We're back to asking fundamental questions about the meaning of existence, according to a message written on the Pope's behalf by the Secretary of State, Cardinal Pietro Parolin, to the Rimini Meeting.
The Rimini Meeting - or the Meeting for friendship among peoples - is a gathering held every year in Rimini, Italy, at the end of August. It has been held since 1980 and is created by the Catholic lay Communion and Liberation movement.
This year, it is being held in person again from August 20 to 25, after last year's virtual event due to the pandemic.
The papal message was focused on this 42nd meeting’s theme: “The courage to say ‘I,’” a saying from Danish philosopher Søren Kierkegaard.
The papal message said the saying is helpful as the world seeks “to start off again on the right foot, so as not to waste the opportunity provided by the crisis of the pandemic.”
Starting again, he added, requires everyone to have the courage to take risks, calling this an act of freedom.
“Despite imposing physical distancing, the pandemic has placed the person, the 'I' of each person, back at the center, in many cases provoking a reawakening of fundamental questions about the meaning of existence and the utility of living that had been dormant or, worse still, censored for too long."
The pandemic has already elicited personal responsibility in so many ways, the Pope reflected.
“Faced with sickness and pain, faced with the emergence of a need, many people unflinchingly said: 'Here I am.'”
In the wake of the pandemic, said Pope Francis, all people must take up their own responsibilities in order to serve others.
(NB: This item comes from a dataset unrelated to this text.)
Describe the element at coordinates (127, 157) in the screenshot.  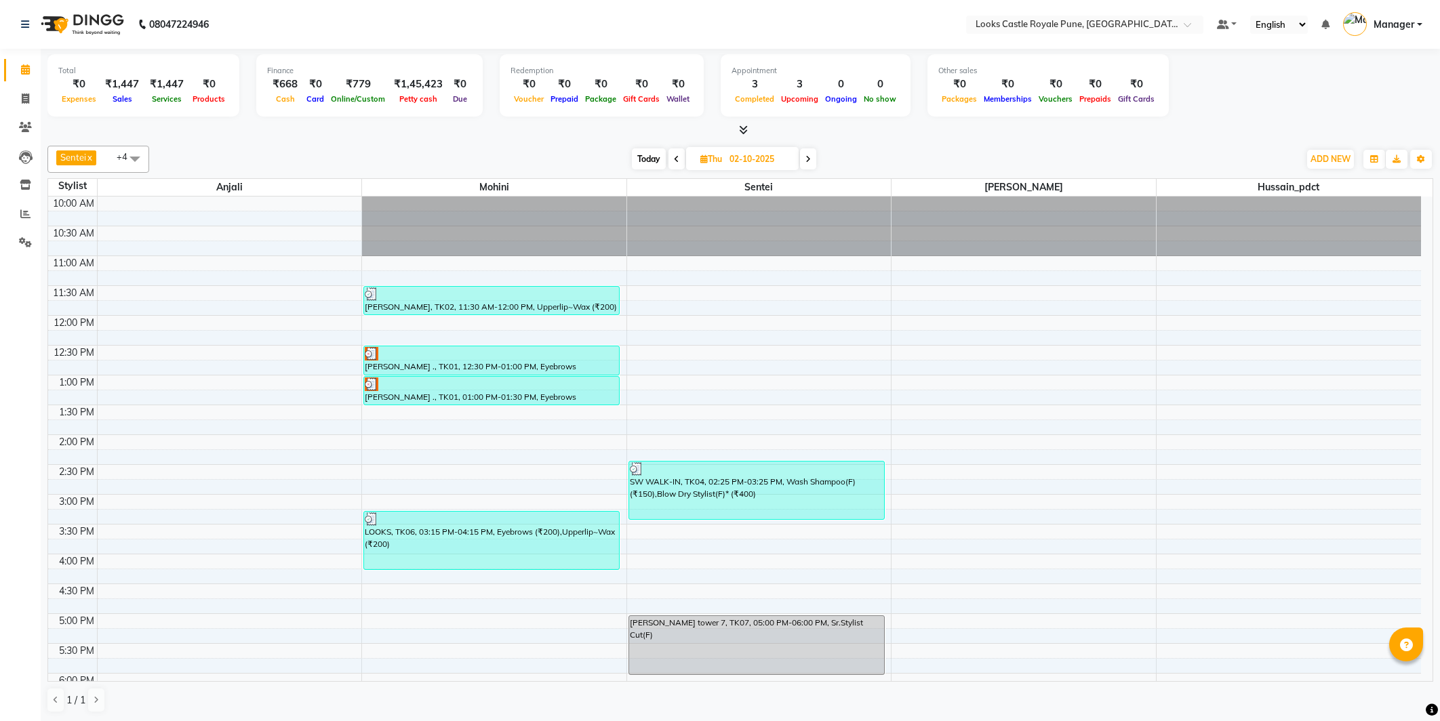
I see `span: +4` at that location.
“What is needed above all is someone who has the courage to say 'I' with responsibility and not with selfishness, communicating with his or her own life that the day can begin with reliable hope.”
It is the Holy Spirit that can give us that courage, the message assures. A filial relationship with the eternal Father frees us from fear.
St. Peter offers a prime example, according to Pope Francis. Peter was a fearful man—a coward even—until he was filled with the Holy Spirit and learned to speak courageously about Jesus to his contemporaries.